In this regard, I think the argument is more accurately framed as follows: the United Kingdom made the wrong choice within a realist framework. They miscalculated their ability to maintain the U.S. colonies. But this is not to say that the decision to continue with the taxation policy was one that betrayed self-interests. The policy of a certain laxness towards the United States on this issue could obviously be seen at the time as a de-stabilization of the United Kingdom: if the United Kingdom would acquiesce to the United States, this would be equivalent to a recognition that it is not in control within the United States. Such a gesture could be interpreted as an explicit recognition by the United Kingdom of their lack of authority in the colonies. It goes without saying that this would have negative effects on the other colonies, who would suddenly question the hegemony of the United Kingdom and the extent to which their “colonies” are really subject to a centralized authority in London.

In this regard, I think Tuchman’s linking of folly with self-interests presupposes that it is simple to identify what are in one’s best self-interests. If one adapts a realist perspective to politics, this does not automatically mean that one knows what to do in regards to policy: realism merely emphasizes such self-interests. The difficult part is identifying where exactly self-interests lie and how to maintain them.

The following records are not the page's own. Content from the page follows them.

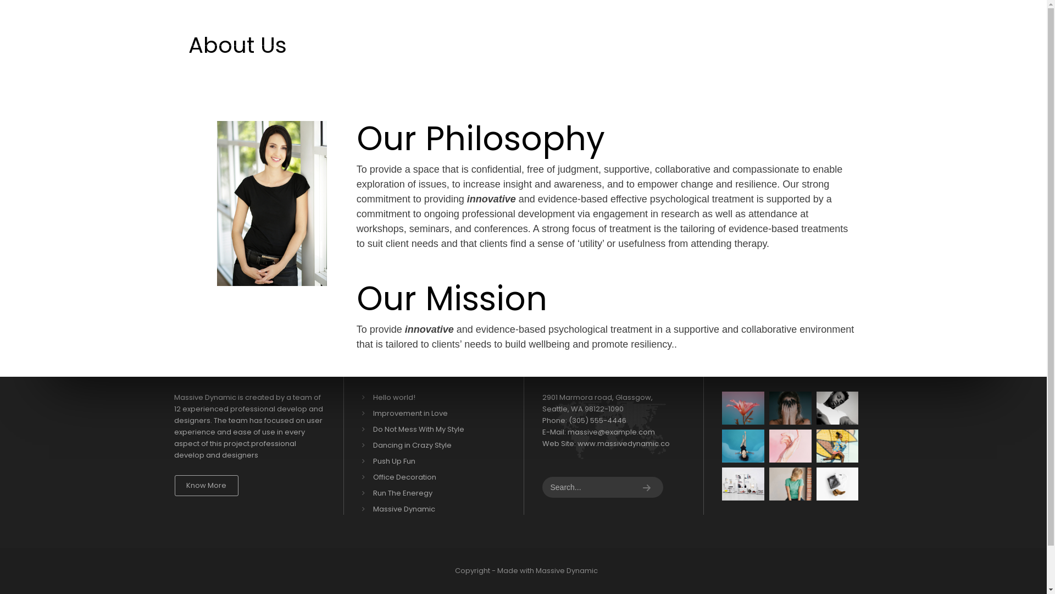  I want to click on Dancing in Crazy Style, so click(438, 445).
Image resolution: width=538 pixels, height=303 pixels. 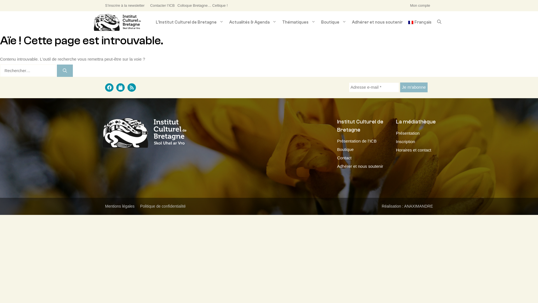 I want to click on Mon compte, so click(x=420, y=6).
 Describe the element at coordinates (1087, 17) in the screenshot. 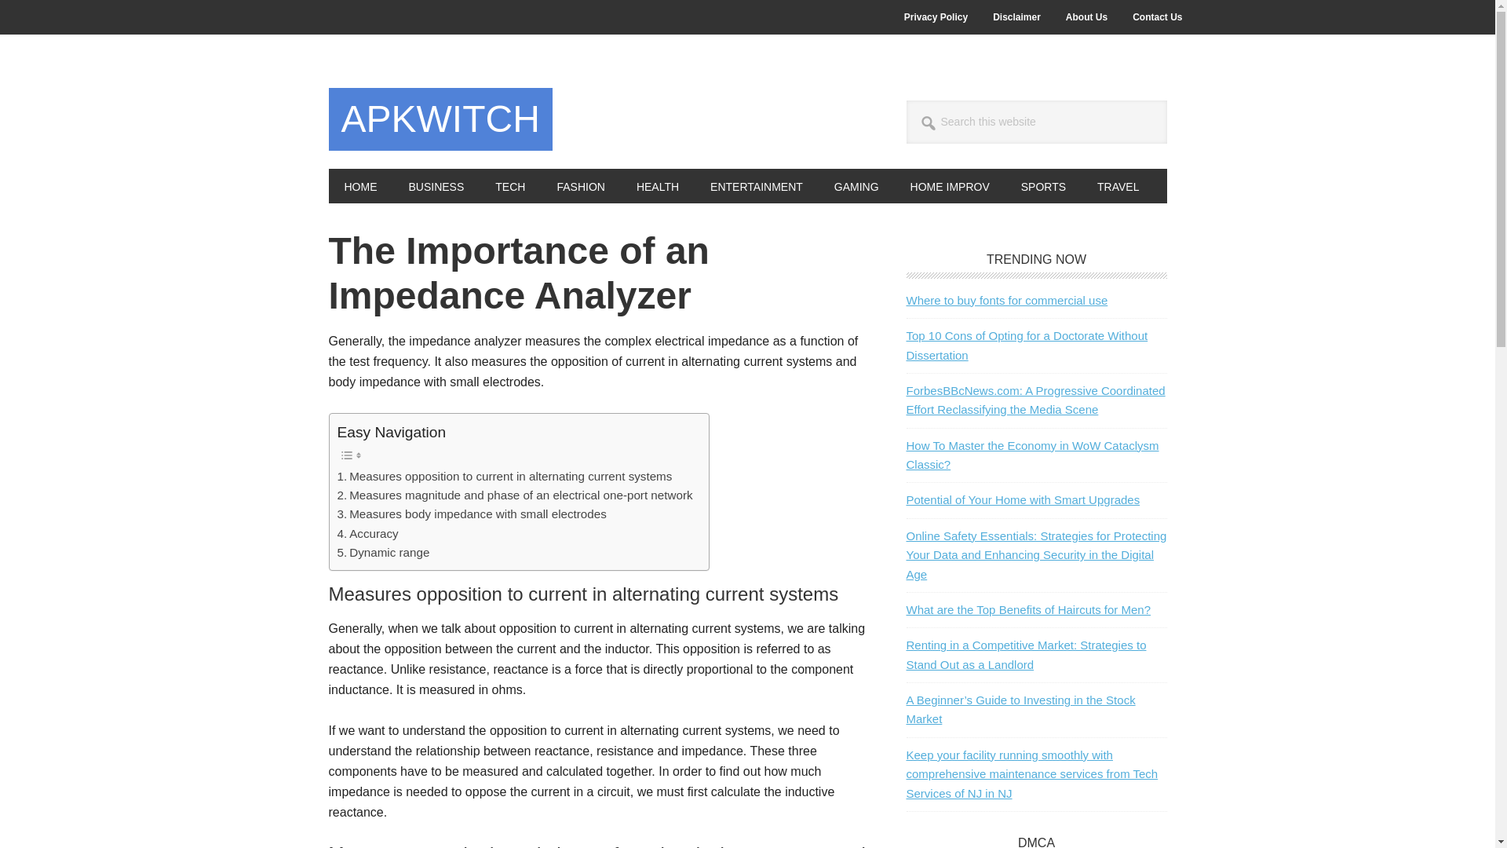

I see `About Us` at that location.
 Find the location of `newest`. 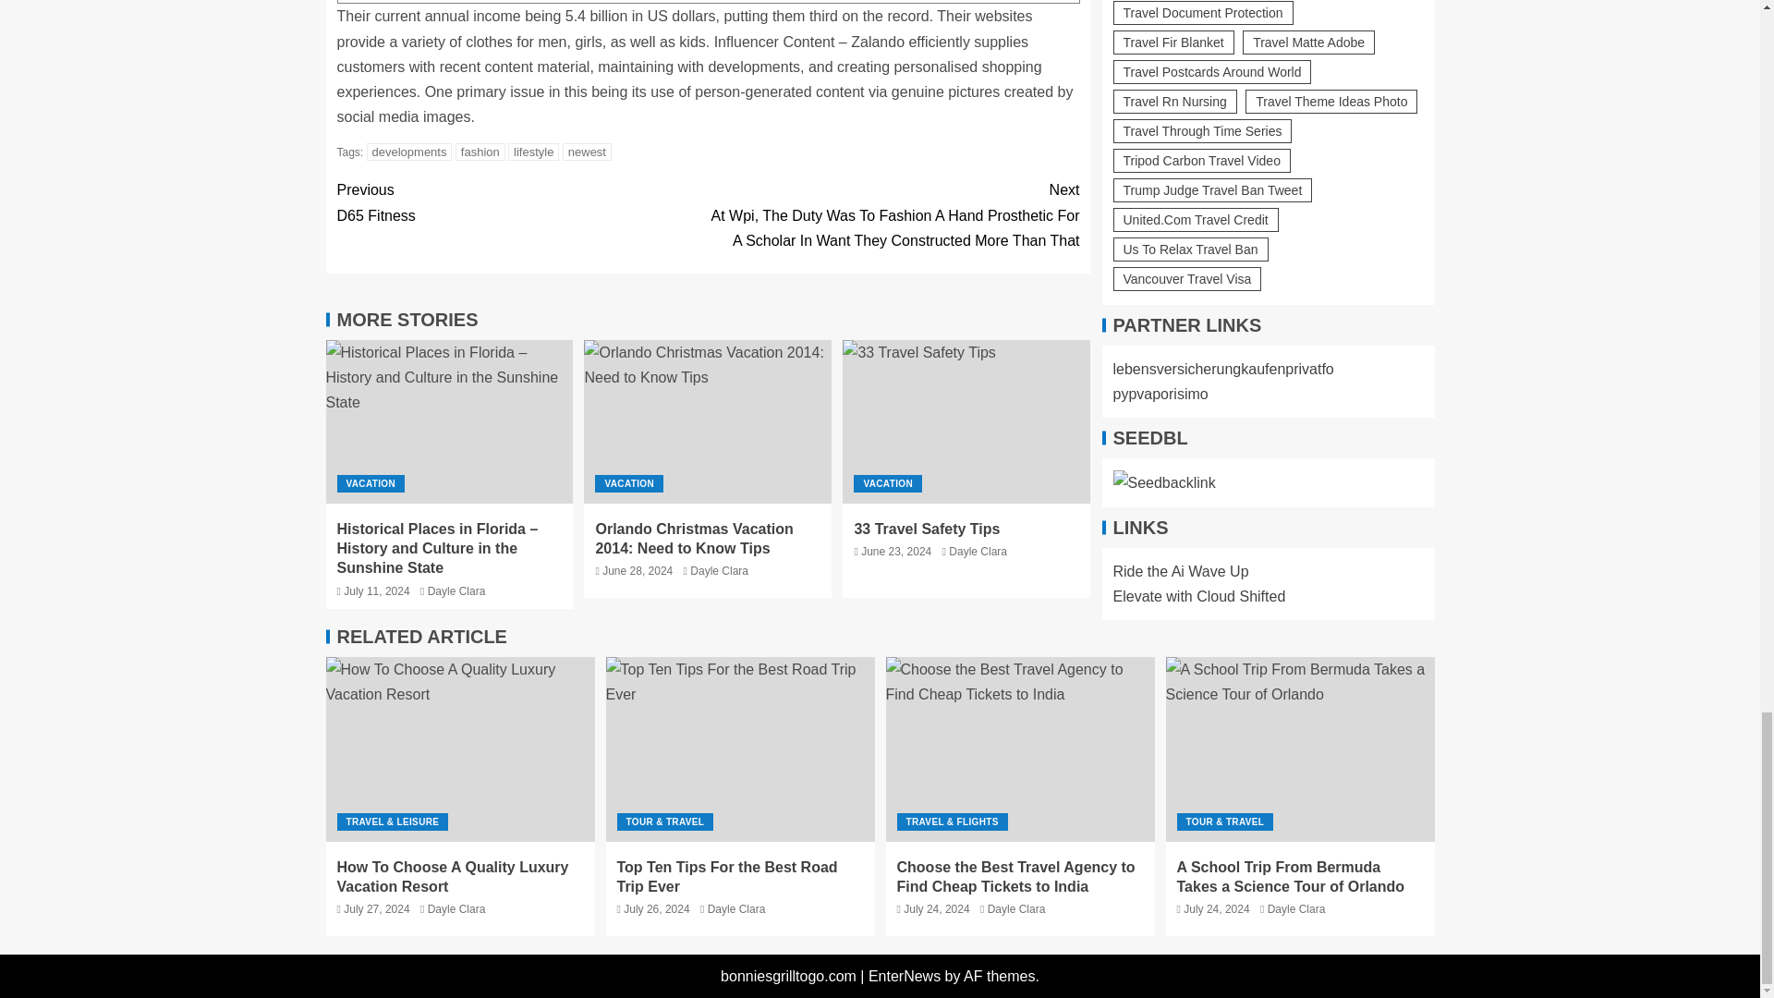

newest is located at coordinates (522, 202).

However, this is not to suggest that Tuchman’s concept of folly is misguided. I particularly enjoyed this use of the concept as a way to debunk Enlightenment myths of a linear upwards ascent of history. Tuchman’s unique approach underscores the radical uncertainty of history, a history that is as much constituted by foolish mistakes as it is by decisive interventions. I think the problem lies, however, in the failure to understand that in the midst of a given historical situation the line between foolish mistakes and decisive interventions can often be a very thin one. For the armchair historian these types of judgments can be easily passed, but for a historian who precisely emphasizes the contingency at the heart of history, an understanding that such clear-cut distinctions are a simplification should also be present in Tuchman’s narrative.